A fresh look at how industry benchmarks can help fortify new drug launches to overcome today’s new market-entry barriers and higher expectations.
Executing a rigorous product launch is critical to any brand’s success in the market—and doing so has become progressively more difficult in recent years. Disruption to the healthcare system caused by COVID-19 has made it more challenging for life sciences brand leaders to connect with their prescribers, other healthcare professionals (HCPs), and patients. Recent data suggest that prescribers will engage in 20%–30% fewer pharma sales rep visits moving forward, as compared to their pre-COVID numbers.1 Other data show that the majority of prescribers now prefer hybrid models of virtual and in-person meetings with reps.2 The prescriber and patient dynamic has also evolved to a similar mix of virtual, in-person appointments, and remote-monitoring solutions.
These shifts are occurring at a time when pressures on pharma companies to increase speed to market couldn’t be higher. The promise of therapeutic innovations and greater FDA flexibility in streamlining approvals have increased consumer and market expectations. Launches are being held to new standards for speed and quality, at a time when assessment for launch preparation has become more stymied than ever.
A successful pharma launch requires insight from prescribers, HCPs, and patients. To ensure this feedback is clear, brand leaders rely on industry benchmarks as a best practice. Understanding how benchmarks can be leveraged can help brands navigate today’s new world order with speed and agility that sets them apart.
Benchmarks fortify aspects of launch that were previously at risk of falling short. They help brand leaders:
What’s “good” for a product launch is as good as the benchmarks used. Quality benchmarks are developed through a nuanced methodology requiring a combination of precision and choosing appropriate comparative data. The textbook requirements below are table stakes that teams should presume the competition is also using:
To set the brand apart, benchmarks can be even further enhanced by including relevant therapeutic areas, specialties, and specific time periods. Other considerations—such as understanding negative trade-offs, and assessing what’s being tested and optimizing for the most “special” aspect of the brand’s market—can also refine the benchmark.

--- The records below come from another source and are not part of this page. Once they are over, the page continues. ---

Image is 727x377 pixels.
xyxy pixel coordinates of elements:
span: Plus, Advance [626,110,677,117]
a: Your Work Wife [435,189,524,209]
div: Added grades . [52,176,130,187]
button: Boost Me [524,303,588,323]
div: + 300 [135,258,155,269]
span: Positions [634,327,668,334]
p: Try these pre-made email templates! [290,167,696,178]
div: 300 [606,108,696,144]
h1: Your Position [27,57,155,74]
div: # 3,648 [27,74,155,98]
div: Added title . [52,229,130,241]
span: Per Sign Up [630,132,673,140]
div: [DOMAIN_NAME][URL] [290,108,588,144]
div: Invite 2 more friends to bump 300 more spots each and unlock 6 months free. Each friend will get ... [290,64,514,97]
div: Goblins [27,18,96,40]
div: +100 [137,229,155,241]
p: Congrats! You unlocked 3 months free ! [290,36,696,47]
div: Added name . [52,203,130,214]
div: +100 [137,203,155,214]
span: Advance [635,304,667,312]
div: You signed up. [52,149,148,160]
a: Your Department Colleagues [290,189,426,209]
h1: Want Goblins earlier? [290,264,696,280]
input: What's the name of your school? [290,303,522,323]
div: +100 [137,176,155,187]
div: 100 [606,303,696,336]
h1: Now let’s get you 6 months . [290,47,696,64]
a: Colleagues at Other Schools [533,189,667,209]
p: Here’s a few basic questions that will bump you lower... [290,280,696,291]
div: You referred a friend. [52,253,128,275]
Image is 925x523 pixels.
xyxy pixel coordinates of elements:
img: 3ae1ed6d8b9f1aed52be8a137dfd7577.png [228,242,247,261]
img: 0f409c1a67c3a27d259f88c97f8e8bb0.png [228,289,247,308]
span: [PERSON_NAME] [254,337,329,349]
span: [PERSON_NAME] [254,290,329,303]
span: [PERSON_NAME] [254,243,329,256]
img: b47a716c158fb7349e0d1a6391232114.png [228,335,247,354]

When these comparative metrics are applied to pharma launch activity results, the benchmarks provide a strong assessment tool to measure relative effectiveness of the activity. Message and concept testing, prescribing perceptions, and sales rep effectiveness can all benefit from strong benchmarks.
For example, a survey that was fielded by InCrowd (a subsidiary of Apollo Intelligence) in June asked 98 US-based primary care physicians (PCPs) who treat patients with seasonal allergies to provide their insights on an allergy medication ad. Conducted to illustrate agile benchmarking and unbeknownst to respondents, an FDA example ad for the drug Arbitraer was chosen as a way to explain what not to do for pharma ad messages. Insights were sourced in under five hours by respondents completing a five-minute microsurvey, then ranking eight messages conveyed in the ad.
Compared against the company’s industry median of 56% of prescribers considering a pharma ad motivating across all studies in the past year, only one of the eight Arbitraer drug messages tested above the benchmark (see Figure 1 below). When further compared against the normative quartiles of message testing data in the past year, the benchmark showed that none of the ad messages is unique. Without testing against benchmarks, and particularly in quartiles, this example launch team may never have known that its messages were not differentiating—knowledge that is vital to have before the time-consuming marketing and spending steps begin.
New barriers and higher expectations make it imperative to rethink launch activities at a granular level—including the metrics used to define success. Using historical data-driven benchmarks combined with real-time insights provide an enhanced, powerful way to set comparative expectations for quality launch deliverables designed to support revenue goals, using a fresh read on prescriber and patient perceptions.
Dan Fitzgerald, CEO and President of Board of Directors, Apollo Intelligence
ROI and Rare Disease: Retooling the ‘Gene’ Value Machine
November 14th 2024Framework proposes three strategies designed to address the unique challenges of personalized and genetic therapies for rare diseases—and increase the probability of economic success for a new wave of potential curative treatments for these conditions.
Transforming Cancer Care: Data, AI, and Patient-Centered Care
July 20th 2023Join us as Mohit Manrao, SVP and head of US oncology at AstraZeneca, shares his patient-centered approach to transforming cancer care, bridging the gap between innovative science and tangible patient outcomes across all populations on a global scale.